[9][10] Theophano was renowned for her great beauty and heir apparent Romanos fell in love with her around the year 956 and married her against the wishes of his father, Emperor Constantine VII.
[11] Theophano's humble origins made her unpopular among Byzantine elites and when her father-in-law Constantine VII died, rumors were spread alleging that she had poisoned him.
Again, Theophano was rumored to have poisoned him, although she had nothing to gain and everything to lose from this action and, indeed, was still in bed only 48 hours after giving birth to Anna Porphyrogenita when the emperor died.
Passing over a bevy of would-be suitors among Constantinople's courtiers, she made an alliance with Nikephoros Phokas, a celebrated military commander who had been proclaimed emperor by his army after the death of Romanos.
On August 14, supporters of Nikephoros took control of Constantinople over the resistance of Joseph Bringas, a eunuch palace official and former counselor of Romanos.
[14] The marriage provoked some clerical opposition, aggravated by the tremendous enmity the arch-conservative Patriarch Polyeuctus felt towards the young upstart empress.
On the night of 10 and 11 December 969, his nephew John I Tzimiskes (969–976) crossed the Bosphorus in a storm, was smuggled into the palace and allowed into the imperial chambers where he woke and killed his uncle.
Patriarch Polyeuctus refused to perform the coronation unless John punished those who had assisted him in the assassination, removed the "scarlet empress" from the court, and repealed all his predecessor's decrees that ran contrary to the interests of the church.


## ACTIVITY
Give all of the data below again exactly, and drop the images.

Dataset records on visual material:
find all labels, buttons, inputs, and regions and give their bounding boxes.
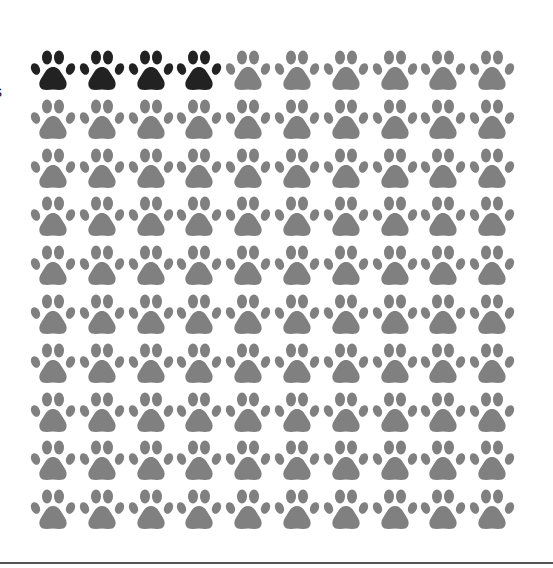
paw-print-icon [176, 245, 222, 286]
paw-print-icon [79, 196, 125, 237]
paw-print-icon [323, 148, 369, 189]
paw-print-icon-highlighted [176, 50, 222, 91]
paw-print-icon [225, 343, 271, 384]
paw-print-icon [372, 196, 418, 237]
paw-print-icon [372, 245, 418, 286]
paw-print-icon [176, 440, 222, 481]
paw-print-icon [469, 99, 515, 140]
bottom-rule [0, 562, 553, 564]
paw-print-icon [30, 392, 76, 433]
paw-print-icon [128, 343, 174, 384]
paw-print-icon [30, 245, 76, 286]
paw-print-icon [469, 294, 515, 335]
paw-print-icon [420, 392, 466, 433]
paw-print-icon [323, 294, 369, 335]
paw-print-icon [225, 294, 271, 335]
cropped-axis-label: s [0, 84, 2, 100]
paw-print-icon-highlighted [128, 50, 174, 91]
paw-print-icon [79, 245, 125, 286]
paw-print-icon [274, 392, 320, 433]
paw-print-icon [30, 196, 76, 237]
paw-print-icon-highlighted [30, 50, 76, 91]
paw-print-icon [469, 392, 515, 433]
paw-print-icon [274, 50, 320, 91]
paw-print-icon [274, 440, 320, 481]
paw-print-icon [372, 294, 418, 335]
paw-print-icon [30, 148, 76, 189]
paw-print-icon [176, 294, 222, 335]
paw-print-icon [79, 440, 125, 481]
paw-print-icon [323, 489, 369, 530]
paw-print-icon [372, 343, 418, 384]
paw-print-icon [420, 440, 466, 481]
paw-print-icon [128, 245, 174, 286]
paw-print-icon [469, 148, 515, 189]
paw-print-icon [420, 99, 466, 140]
paw-print-icon [323, 440, 369, 481]
paw-print-icon [420, 294, 466, 335]
paw-print-icon [372, 50, 418, 91]
paw-print-icon [372, 148, 418, 189]
paw-print-icon [128, 294, 174, 335]
paw-print-icon [225, 392, 271, 433]
paw-print-icon [128, 489, 174, 530]
pictograph-grid [30, 50, 520, 532]
paw-print-icon [176, 489, 222, 530]
paw-print-icon [323, 343, 369, 384]
paw-print-icon [30, 343, 76, 384]
paw-print-icon [79, 99, 125, 140]
paw-print-icon [225, 99, 271, 140]
paw-print-icon [79, 148, 125, 189]
paw-print-icon [128, 196, 174, 237]
paw-print-icon [128, 148, 174, 189]
paw-print-icon [30, 99, 76, 140]
paw-print-icon [420, 148, 466, 189]
paw-print-icon [30, 440, 76, 481]
paw-print-icon [420, 343, 466, 384]
paw-print-icon [469, 489, 515, 530]
paw-print-icon [420, 489, 466, 530]
paw-print-icon [225, 50, 271, 91]
paw-print-icon [323, 50, 369, 91]
paw-print-icon [225, 148, 271, 189]
paw-print-icon [372, 489, 418, 530]
paw-print-icon [225, 489, 271, 530]
paw-print-icon [469, 440, 515, 481]
paw-print-icon [469, 50, 515, 91]
paw-print-icon [372, 440, 418, 481]
paw-print-icon [323, 196, 369, 237]
paw-print-icon [128, 392, 174, 433]
paw-print-icon [469, 343, 515, 384]
paw-print-icon [274, 245, 320, 286]
paw-print-icon [274, 99, 320, 140]
paw-print-icon [420, 50, 466, 91]
paw-print-icon [79, 392, 125, 433]
paw-print-icon [372, 99, 418, 140]
paw-print-icon [225, 196, 271, 237]
paw-print-icon [225, 245, 271, 286]
paw-print-icon [176, 343, 222, 384]
paw-print-icon [274, 489, 320, 530]
paw-print-icon [30, 294, 76, 335]
paw-print-icon [469, 245, 515, 286]
paw-print-icon [128, 440, 174, 481]
paw-print-icon [323, 245, 369, 286]
paw-print-icon [79, 343, 125, 384]
paw-print-icon [469, 196, 515, 237]
paw-print-icon [274, 196, 320, 237]
paw-print-icon [420, 245, 466, 286]
paw-print-icon [79, 489, 125, 530]
paw-print-icon [176, 392, 222, 433]
paw-print-icon [176, 148, 222, 189]
paw-print-icon [420, 196, 466, 237]
paw-print-icon [323, 392, 369, 433]
paw-print-icon [274, 343, 320, 384]
paw-print-icon [176, 99, 222, 140]
paw-print-icon [323, 99, 369, 140]
paw-print-icon [176, 196, 222, 237]
paw-print-icon-highlighted [79, 50, 125, 91]
paw-print-icon [30, 489, 76, 530]
paw-print-icon [225, 440, 271, 481]
paw-print-icon [128, 99, 174, 140]
paw-print-icon [372, 392, 418, 433]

## ANSWER SPACE
find all labels, buttons, inputs, and regions and give their bounding boxes.
paw-print-icon [176, 245, 222, 286]
paw-print-icon [79, 196, 125, 237]
paw-print-icon [323, 148, 369, 189]
paw-print-icon-highlighted [176, 50, 222, 91]
paw-print-icon [225, 343, 271, 384]
paw-print-icon [372, 196, 418, 237]
paw-print-icon [372, 245, 418, 286]
paw-print-icon [176, 440, 222, 481]
paw-print-icon [469, 99, 515, 140]
bottom-rule [0, 562, 553, 564]
paw-print-icon [30, 392, 76, 433]
paw-print-icon [128, 343, 174, 384]
paw-print-icon [30, 245, 76, 286]
paw-print-icon [469, 294, 515, 335]
paw-print-icon [420, 392, 466, 433]
paw-print-icon [323, 294, 369, 335]
paw-print-icon [225, 294, 271, 335]
cropped-axis-label: s [0, 84, 2, 100]
paw-print-icon-highlighted [128, 50, 174, 91]
paw-print-icon [79, 245, 125, 286]
paw-print-icon [274, 392, 320, 433]
paw-print-icon [30, 196, 76, 237]
paw-print-icon-highlighted [30, 50, 76, 91]
paw-print-icon [469, 392, 515, 433]
paw-print-icon [274, 50, 320, 91]
paw-print-icon [274, 440, 320, 481]
paw-print-icon [372, 294, 418, 335]
paw-print-icon [30, 148, 76, 189]
paw-print-icon [176, 294, 222, 335]
paw-print-icon [79, 440, 125, 481]
paw-print-icon [323, 489, 369, 530]
paw-print-icon [372, 343, 418, 384]
paw-print-icon [420, 440, 466, 481]
paw-print-icon [128, 245, 174, 286]
paw-print-icon [469, 148, 515, 189]
paw-print-icon [420, 99, 466, 140]
paw-print-icon [323, 440, 369, 481]
paw-print-icon [420, 294, 466, 335]
paw-print-icon [372, 50, 418, 91]
paw-print-icon [372, 148, 418, 189]
paw-print-icon [128, 294, 174, 335]
paw-print-icon [225, 392, 271, 433]
paw-print-icon [128, 489, 174, 530]
pictograph-grid [30, 50, 520, 532]
paw-print-icon [176, 489, 222, 530]
paw-print-icon [323, 343, 369, 384]
paw-print-icon [30, 343, 76, 384]
paw-print-icon [79, 99, 125, 140]
paw-print-icon [225, 99, 271, 140]
paw-print-icon [79, 148, 125, 189]
paw-print-icon [128, 196, 174, 237]
paw-print-icon [128, 148, 174, 189]
paw-print-icon [30, 99, 76, 140]
paw-print-icon [420, 148, 466, 189]
paw-print-icon [30, 440, 76, 481]
paw-print-icon [420, 343, 466, 384]
paw-print-icon [469, 489, 515, 530]
paw-print-icon [420, 489, 466, 530]
paw-print-icon [225, 50, 271, 91]
paw-print-icon [323, 50, 369, 91]
paw-print-icon [225, 148, 271, 189]
paw-print-icon [372, 489, 418, 530]
paw-print-icon [225, 489, 271, 530]
paw-print-icon [469, 440, 515, 481]
paw-print-icon [469, 50, 515, 91]
paw-print-icon [372, 440, 418, 481]
paw-print-icon [323, 196, 369, 237]
paw-print-icon [128, 392, 174, 433]
paw-print-icon [469, 343, 515, 384]
paw-print-icon [274, 245, 320, 286]
paw-print-icon [274, 99, 320, 140]
paw-print-icon [420, 50, 466, 91]
paw-print-icon [79, 392, 125, 433]
paw-print-icon [372, 99, 418, 140]
paw-print-icon [225, 196, 271, 237]
paw-print-icon [225, 245, 271, 286]
paw-print-icon [176, 343, 222, 384]
paw-print-icon [274, 489, 320, 530]
paw-print-icon [30, 294, 76, 335]
paw-print-icon [469, 245, 515, 286]
paw-print-icon [128, 440, 174, 481]
paw-print-icon [323, 245, 369, 286]
paw-print-icon [79, 343, 125, 384]
paw-print-icon [469, 196, 515, 237]
paw-print-icon [274, 196, 320, 237]
paw-print-icon [420, 245, 466, 286]
paw-print-icon [79, 489, 125, 530]
paw-print-icon [176, 392, 222, 433]
paw-print-icon [176, 148, 222, 189]
paw-print-icon [420, 196, 466, 237]
paw-print-icon [323, 392, 369, 433]
paw-print-icon [274, 343, 320, 384]
paw-print-icon [176, 99, 222, 140]
paw-print-icon [323, 99, 369, 140]
paw-print-icon [176, 196, 222, 237]
paw-print-icon-highlighted [79, 50, 125, 91]
paw-print-icon [30, 489, 76, 530]
paw-print-icon [225, 440, 271, 481]
paw-print-icon [128, 99, 174, 140]
paw-print-icon [372, 392, 418, 433]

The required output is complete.